Manuel Sampériz receives the Award for the best Master’s Thesis at the AgroBank Chair of the University of Castilla La Mancha

Manuel Sampériz Sarvisé, predoctoral researcher of the RAMA group, received on February 28, 2025 in Albacete the Award for the best Master’s Thesis (TFM) from the AgroBank Chair “Women, business and rural world” of the University of Castilla La Mancha. The title of his TFM is: “Characterization of the variability of soils at the basin and plot level”. The call was open to anyone who had defended their TFM at a Spanish University during the 2023-24 academic year and who had obtained a minimum grade of 9 out of 10. The award is endowed with 3000 euros. Congratulations, Manuel!
You can find the TFM document (in Spanish) at:
https://zaguan.unizar.es/record/145861?ln=es

Manuel Sampériz during his speech at the award ceremony.
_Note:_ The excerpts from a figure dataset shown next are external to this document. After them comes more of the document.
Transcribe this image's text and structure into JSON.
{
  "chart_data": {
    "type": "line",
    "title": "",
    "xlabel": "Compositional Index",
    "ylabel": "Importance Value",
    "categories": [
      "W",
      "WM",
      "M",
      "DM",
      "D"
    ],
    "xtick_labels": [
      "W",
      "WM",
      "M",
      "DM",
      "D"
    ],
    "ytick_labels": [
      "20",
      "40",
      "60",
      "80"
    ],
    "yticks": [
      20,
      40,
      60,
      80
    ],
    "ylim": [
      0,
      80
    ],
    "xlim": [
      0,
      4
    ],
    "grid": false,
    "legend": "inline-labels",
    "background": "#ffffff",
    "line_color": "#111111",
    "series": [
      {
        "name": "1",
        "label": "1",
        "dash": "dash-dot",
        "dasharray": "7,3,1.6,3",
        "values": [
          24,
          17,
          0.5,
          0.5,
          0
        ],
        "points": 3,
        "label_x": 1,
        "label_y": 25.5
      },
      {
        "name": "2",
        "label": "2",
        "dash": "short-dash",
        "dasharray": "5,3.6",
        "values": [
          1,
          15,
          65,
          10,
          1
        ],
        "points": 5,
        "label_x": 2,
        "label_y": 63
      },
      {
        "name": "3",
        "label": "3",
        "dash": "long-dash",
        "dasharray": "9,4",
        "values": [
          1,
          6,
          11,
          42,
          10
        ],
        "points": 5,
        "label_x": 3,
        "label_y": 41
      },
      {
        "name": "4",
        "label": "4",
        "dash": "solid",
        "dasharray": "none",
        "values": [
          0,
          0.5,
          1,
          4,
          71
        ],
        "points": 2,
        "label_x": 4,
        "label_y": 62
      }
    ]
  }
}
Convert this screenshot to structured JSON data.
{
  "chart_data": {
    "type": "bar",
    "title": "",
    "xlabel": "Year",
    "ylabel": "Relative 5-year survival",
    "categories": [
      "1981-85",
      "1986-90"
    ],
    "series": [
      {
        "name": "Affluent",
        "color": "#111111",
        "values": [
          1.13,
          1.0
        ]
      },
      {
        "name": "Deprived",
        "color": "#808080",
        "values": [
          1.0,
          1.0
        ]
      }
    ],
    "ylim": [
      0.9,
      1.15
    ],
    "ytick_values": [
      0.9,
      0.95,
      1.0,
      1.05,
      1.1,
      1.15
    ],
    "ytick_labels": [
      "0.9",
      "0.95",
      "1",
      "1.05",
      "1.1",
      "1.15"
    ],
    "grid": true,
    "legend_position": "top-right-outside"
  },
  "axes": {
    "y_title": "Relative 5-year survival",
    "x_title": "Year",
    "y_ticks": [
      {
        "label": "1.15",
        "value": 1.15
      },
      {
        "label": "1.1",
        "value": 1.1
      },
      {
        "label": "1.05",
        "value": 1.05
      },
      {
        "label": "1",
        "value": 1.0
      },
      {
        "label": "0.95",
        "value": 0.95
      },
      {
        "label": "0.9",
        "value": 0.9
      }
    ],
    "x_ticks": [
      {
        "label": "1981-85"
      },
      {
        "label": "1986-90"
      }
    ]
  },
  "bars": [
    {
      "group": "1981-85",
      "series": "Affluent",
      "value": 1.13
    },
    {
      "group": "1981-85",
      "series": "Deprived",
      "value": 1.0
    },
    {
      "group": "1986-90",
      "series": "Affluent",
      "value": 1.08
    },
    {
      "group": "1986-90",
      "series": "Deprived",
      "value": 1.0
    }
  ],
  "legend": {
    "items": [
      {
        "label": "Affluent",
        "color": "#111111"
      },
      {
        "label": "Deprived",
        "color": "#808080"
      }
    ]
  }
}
And this is the summary of the TFM:
The variability in crop development is intrinsically linked to the crop, its management and the agro-environmental environment in which it is developed. At the plot level, and under the premise of homogeneous management, this variability is directly related to the edaphic differences and the specific hydrological behavior of each part of the plot.
In order to address this variability, an analysis of the satellite spectral bands (NDVI, radar) was carried out, together with the digital terrain model and the parcel map. The primary objective was to identify aspects of the relief, use or management that influenced these properties, thus allowing representative sampling points to be located. After the description of the soil profiles, homogeneous soil units are delimited and characterized at the basin level. The variability of these units at the plot level was analyzed with the development of the crops in each plot, through their NDVI and by relating them to the soil units, the type of crop (summer/winter) and the moment of crop development (growth, maturity and beginning of senescence).
The study was carried out in the municipalities of Montesusín and Robres, which present significant differences in terms of their agricultural management. While Montesusín has experienced land consolidation and irrigation modernization with the change to sprinkler irrigation, in Robres small and terraced plots with surface irrigation predominate. These disparities affected the interpretation of the remote sensing information, since the size and slope of the plots have a notable impact on their internal variability.
The use of the multiband map, through the combination of elevation and slope, allowed the delimitation and definition of seven homogeneous soil units among which a high correlation with crop development was found. These differences were studied in greater detail within the same plot to limit the effect of management, and the standard deviation of the NDVI was evaluated as an indicator of crop variability, obtaining significant differences in the homogeneity of the units and in the development of the crops, being greater on the platforms and less on the slopes.
It is concluded that the integration of information obtained from remote sensors together with field and crop data is a powerful tool to characterize and manage soil variability and hydrological behavior at both the basin and plot level, facilitating the development of soil maps and the application of predictive models that allow a better understanding of soil variability and an optimization in crop management and reduction of environmental pollution by adapting agricultural practices to the specific characteristics of each soil unit, in addition to implementing zoning not only at the plot level to be able to evaluate the evolution of return flows at a higher surface level.

Photo session. From left to right: Jaime Campos Muñoz, Julián Martínez, Juan Luis Vidal, Manuel Sampériz Sarvisé and María Cristina Díaz.